Using the evidence in the book, your own experience if relevant, and the writings of others, address one of the topics below in a paper of 2400 words minimum (about 8 pages):
- What does the novel show us about problems currently afflicting many Native Americans such as poverty, domestic violence, or alcoholism? You might link this to historic and contemporary U.S. Indian policy, or suggest how contemporary struggles are linked to historical trauma.
- What does this book show about the challenges faced by native people who try to maintain connections to ancestral land, family, and community on a reservation while also assimilating to contemporary American life and reaching for American-style success?
- How does this novel both acknowledge and subvert popular beliefs or stereotypes about Native Americans?
- How do the women in this novel struggle in different ways than the men? What does the book point to as the vulnerabilities and strengths of native women either in tribal society or larger American society?

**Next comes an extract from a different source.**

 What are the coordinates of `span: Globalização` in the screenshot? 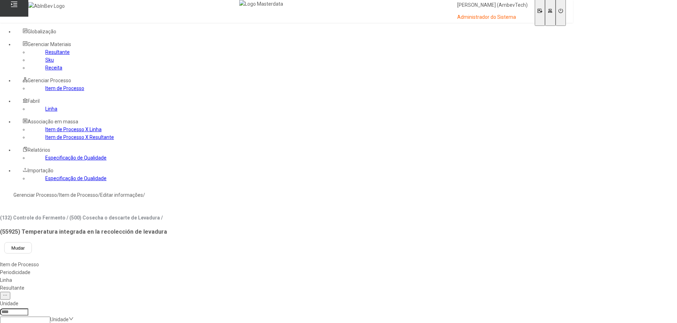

- Where do you see Catholicism and traditional Ojibwe practices in the book, and how are the book’s characters impacted by both spiritual traditions? How or why is faith or religion complicated for the characters in this text and many native people?
- Got an idea for a different topic? Share it with me, get my approval, and get writing!

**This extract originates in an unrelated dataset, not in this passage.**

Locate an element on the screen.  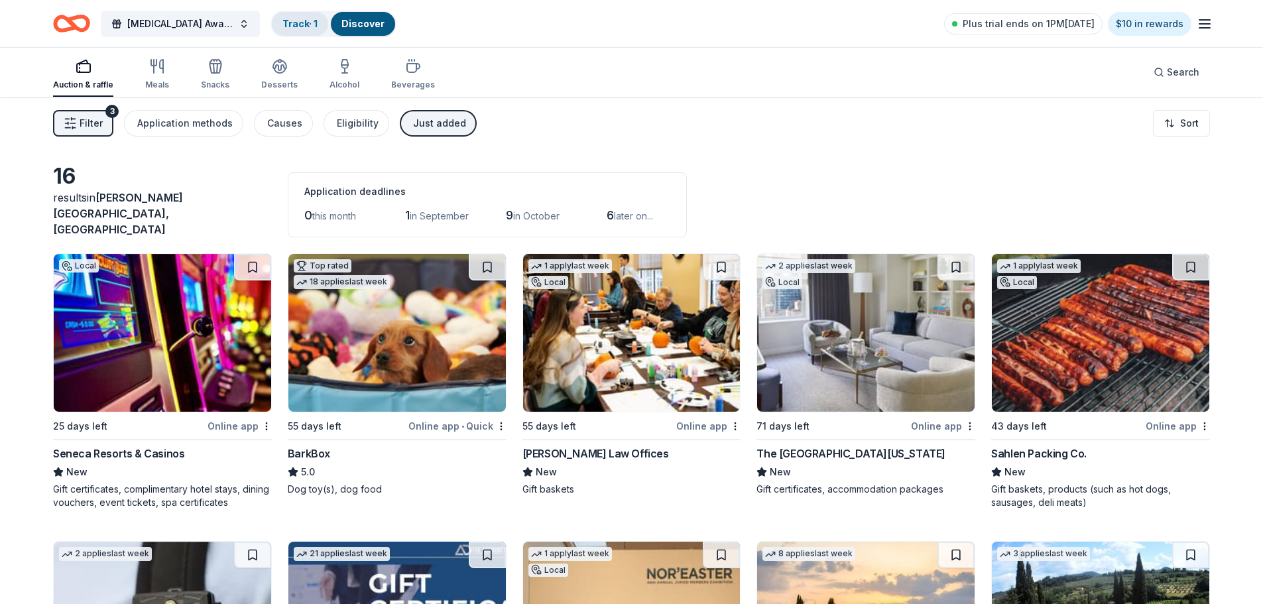
button: Desserts is located at coordinates (279, 75).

Critical approaches implicit in the questions above:
- Formalism/New Critical approach: focus on formal aspects of a text (e.g. characters)
- Post-Colonial Criticism: what the text shows us about colonization and its effects
- Feminist Criticism/Gender Studies Approach: focus on what the text shows about patriarchy or the different experiences of men and women.

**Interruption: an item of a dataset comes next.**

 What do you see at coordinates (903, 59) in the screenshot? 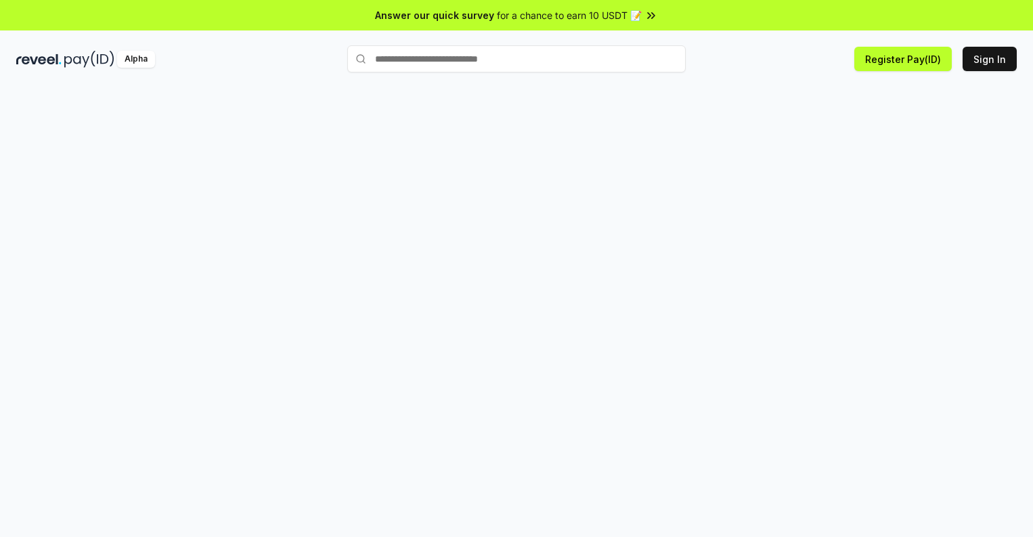
I see `button: Register Pay(ID)` at bounding box center [903, 59].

Once you’ve decided on your question and done some brainstorming, you’ll want to go back through Love Medicine (your primary source) to find material from multiple chapters that relates to your question, and also start searching for additional quality secondary sources on your topic. Spend time coming up with good search terms. For academic research, books and documentary films are valuable, as are published articles from journals, magazines and newspapers that you’ll find in library databases. Websites are more risky, but possible if you evaluate them carefully.
You’ll turn in to me your brainstorming, list of quotes from the book, and the secondary sources you’ve found, with a note on what you hope to learn from each source.Then it will be time to read and annotate. You’ll want to collect quotes and information from secondary sources that you can connect to your primary source, until you come to a sense of what you want to present back to your reader. That’s right: You won’t know your thesis until you’ve done a fair amount of research. Your thesis will come from your close reading and research, and therefore be supported by your close reading and research.
Minimum Requirements:
- 2400 words (no filler)
- College-level literary analysis of Love Medicine (requires close reading, not summary)
- At least 4 additional QUALITY sources appropriate for an academic paper, and used in depth: NO Wikipedia or iffy websites; at least 2 of the sources must come from sources accessed through library databases
- Clear essay organization
- Good proofreading
Deadlines:
- Minimum of TWO typed pages of pre-writing/brainstorming with quotes from your book PLUS an annotated MLA style Works Cited list of at least four secondary sources: 4/24
- Rough draft due for peer review: 5/10
- Final draft due: 5/17
Tips:
- To avoid getting overwhelmed, start early, and go step by step.
- Come to office hours or ask for Victoria’s help at any stage of your writing process.
- Chabot librarians are immensely knowledgeable and helpful.